In 2002, while developing his idea to improve warehouse distribution efficiencies, Mountz contacted his former Massachusetts Institute of Technology (MIT) roommate Wurman, then assistant professor of computer science at North Carolina State University, for software advice. They decided on a multi-agent software architecture run on centralized computers to track inventory and wirelessly command robots to perform delivery tasks.

D’Andrea, a robotics expert and professor from Cornell University, joined the company then known as Distrobot to develop the hardware layer. As chief technology officer, Wurman was responsible for the system architecture and decision-making algorithms that allocated the tasks and coordinated the motion of the robot fleet.

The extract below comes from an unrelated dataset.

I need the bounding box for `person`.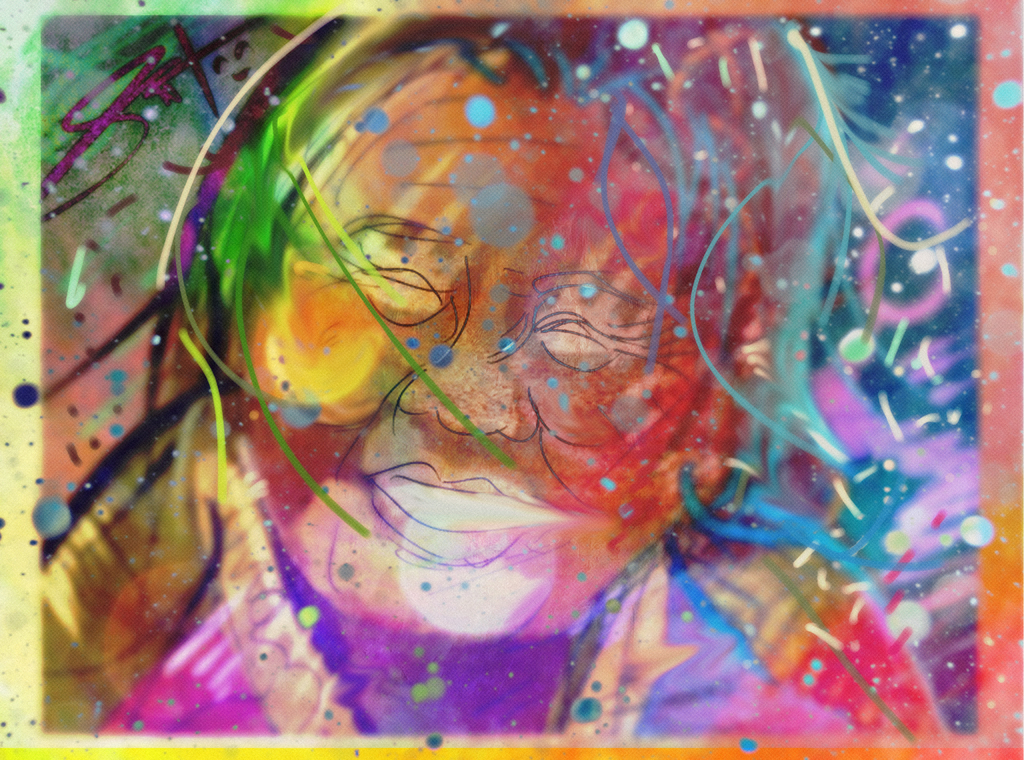
Here it is: (x1=39, y1=56, x2=947, y2=759).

The company’s first customer was Staples, followed by dozens of others including Walgreens, whose fulfillment centre used over 1,000 robots. In 2012, Fast Company magazine ranked Kiva Systems as one of the most innovative companies in the world for their game-changing solutions using mobile robotics.

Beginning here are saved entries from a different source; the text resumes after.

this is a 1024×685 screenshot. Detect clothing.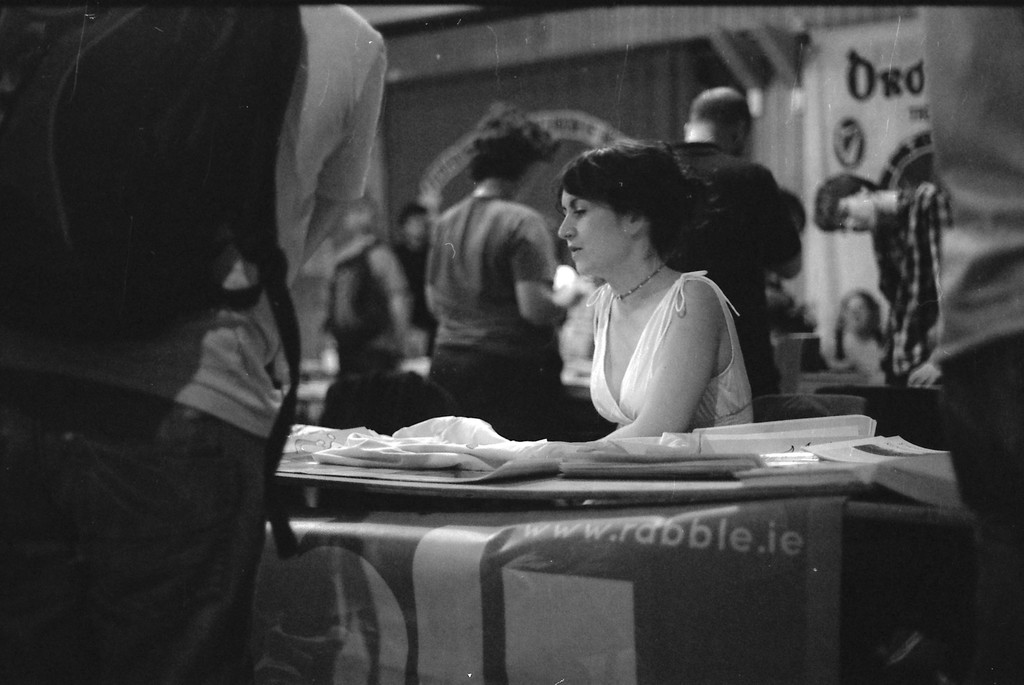
[672,140,799,395].
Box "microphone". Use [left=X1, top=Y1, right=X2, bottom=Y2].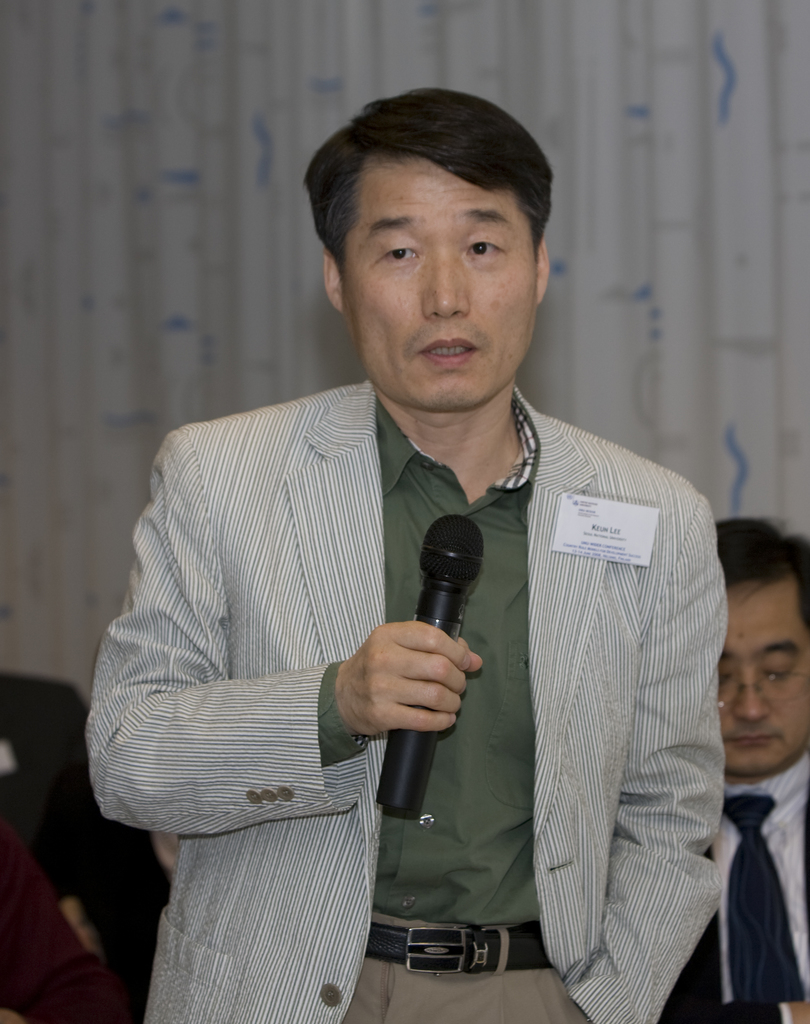
[left=328, top=579, right=497, bottom=817].
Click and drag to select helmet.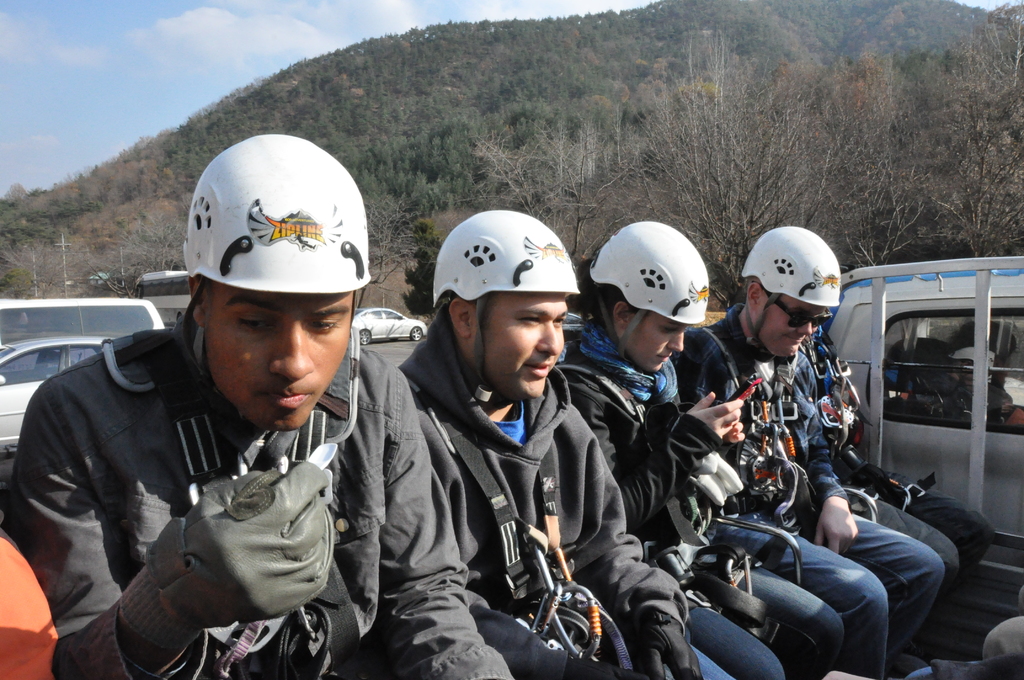
Selection: 586,216,709,375.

Later that year Amazon purchased Kiva and renamed the enterprise Amazon Robotics. At that time, Kiva had systems in more than 30 warehouses in North America and Europe.

“My passion for science and creating led me to a career in engineering,” said 2020 Inductee Raffaello D’Andrea, a pioneer of mobile robotic material handling for order fulfillment, professor at ETH Zurich and founder of Verity.

“It’s an honour to be recognized alongside Mick Mountz and Pete Wurman for our accomplishments at Kiva Systems.”

In an interview with the National Inventors Hall of Fame, Mountz shared that curiosity, experimentation and teamwork had been encouraged throughout his childhood. “Having parents that challenge you to play sports, pick leadership roles, be curious I think all of that contributes to how you move through your education process and then some of your career decisions as well.”